Sunday, August 5, 2007

Why do we all need New Orleans?


Returning to the questions raised in my very first post - what good is this old city and why not just move it upstream, I want to quote from a recent Times-Picayune op-ed, written by Bob Thomas, director of Loyola University's Center for Environmental Communications.

Thomas recently visited the University of Nebraska at Kearney where he attempted to explain the economic and social value of New Orleans to a group of students, but the students' chaparone said he already understood:

"You don't have to convince me how important New Orleans is to Nebraska. I'm a corn farmer. When Katrina hit, we were in the middle of our harvest. We couldn't send our product past New Orleans on the Mississippi, so we filled up our silos.

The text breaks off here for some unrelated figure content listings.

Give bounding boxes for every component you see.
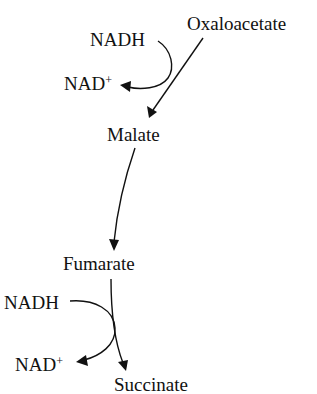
pathway-diagram: Oxaloacetate NADH NAD+ Malate Fumarate N… — [0, 0, 317, 394]
arrow-nadh-to-nad-bottom — [70, 301, 115, 366]
arrow-malate-to-fumarate — [109, 148, 135, 251]
pathway-arrows — [0, 0, 317, 394]
arrow-fumarate-to-succinate — [111, 279, 128, 371]
node-succinate: Succinate — [114, 375, 188, 394]
cofactor-nad-plus-bottom: NAD+ — [15, 355, 63, 374]
nad-base: NAD — [64, 73, 105, 94]
cofactor-nadh-bottom: NADH — [4, 293, 59, 312]
nad-charge: + — [105, 73, 112, 87]
node-fumarate: Fumarate — [63, 254, 135, 273]
arrow-oxaloacetate-to-malate — [147, 38, 203, 118]
nad-base: NAD — [15, 354, 56, 375]
nad-charge: + — [56, 354, 63, 368]
cofactor-nadh-top: NADH — [90, 30, 145, 49]
node-malate: Malate — [107, 125, 160, 144]
node-oxaloacetate: Oxaloacetate — [187, 14, 286, 33]
cofactor-nad-plus-top: NAD+ — [64, 74, 112, 93]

About the time they were full, the bottom fell out of the market, and we lost our year's income."
Thomas itemized reasons other states' residents might care about Southern Louisiana:

  1. the port receives 30 percent of all oil coming into the country
  2. 40 percent of U.S. commercial fisheries reside in its wetlands - including the largest crop of oysters and half of U.S. shrimp
  3. $1.7 billion in sugar and $235 million in rice shipped
  4. a $30 billion economic impact and 240,000 jobs
  5. its unique cultural heritage
  6. the incredible food
"Steve Cheramie, a Houma Indian from Point-aux-Chen, says his tribe defines itself in terms of the place it lives," Thomas wrote in the Picayune. "He believes that if the land where he lives sinks beneath the sea, the Houma will cease to exist s a people."

"I believe most citizens of south Louisiana feel the same way. If we lose our way of life, the place we live, we will not be the same people, and America will have lost its most unusual geographic and demographic area," Thomas eloquently put it.